With the federal government shutdown delaying major economic data releases, investors are left navigating markets without key signals. While this shutdown does not include debt ceiling standoffs, it still clouds short-term visibility for the economy.
In the 20th century, power revolved around oil, steel and finance. In the 21st, it revolves around compute, certain design tools and semiconductors. For investors, this is both an opportunity and a warning. The rewards of scale, scarcity and sovereignty could be immense. But the risks are equally real.
With Fed policy remaining highly data-dependent at this stage of the game, getting policy to neutral is a good starting point. If the upcoming employment data doesn’t improve, or gets worse, in the months ahead, then the voting members will more than likely front-load their rate cuts and get them in before year-end…then on to 2026.
While investors often look to the Federal Reserve for macroeconomic signals, Walmart’s earnings may offer even more insight.
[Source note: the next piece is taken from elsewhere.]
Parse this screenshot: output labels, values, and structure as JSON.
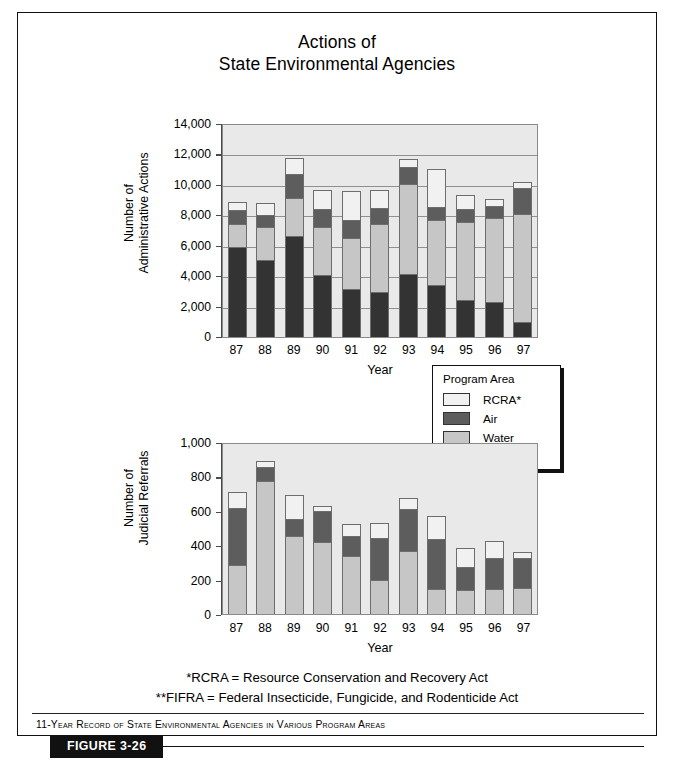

As a barometer of consumer behavior, pricing trends and tariff impacts, Walmart is a must-watch for anyone trying to understand the real-time U.S. economy.
We may look back at 2025 and recognize it as the moment AI stopped being a purely technological race. Instead. it became the central axis of geopolitical competition with the release of dueling AI action plans from the White House and Beijing.
Once again, the decision to keep the Fed Funds Rate at its current level comes as little surprise, as attention now turns to the next official FOMC gathering in September.
On top of all the geopolitical headlines the money and bond markets have had to contend with of late, there has been another news story that has recently garnered its own fair share of headlines: a new Fed chair.
Once again, the decision to keep Fed Funds at its current level came as little surprise, as the Fed continues to be sitting back and waiting to see how the economic and inflation landscape unfolds given the uncertainties that have arisen from tariff-related developments.
As autonomous vehicles and industrial robots converge under the banner of autonomous systems, investors should recognize robotics as the foundational layer of a new physical economy operating system.
Pricing power remains a growth lever, but volumes are showing strain. The new tariff regime is set to test the limits of pricing power further. Companies are still managing to push through price gains, but elasticity is no longer negligible. And tariffs threaten to raise input costs, squeezing margins.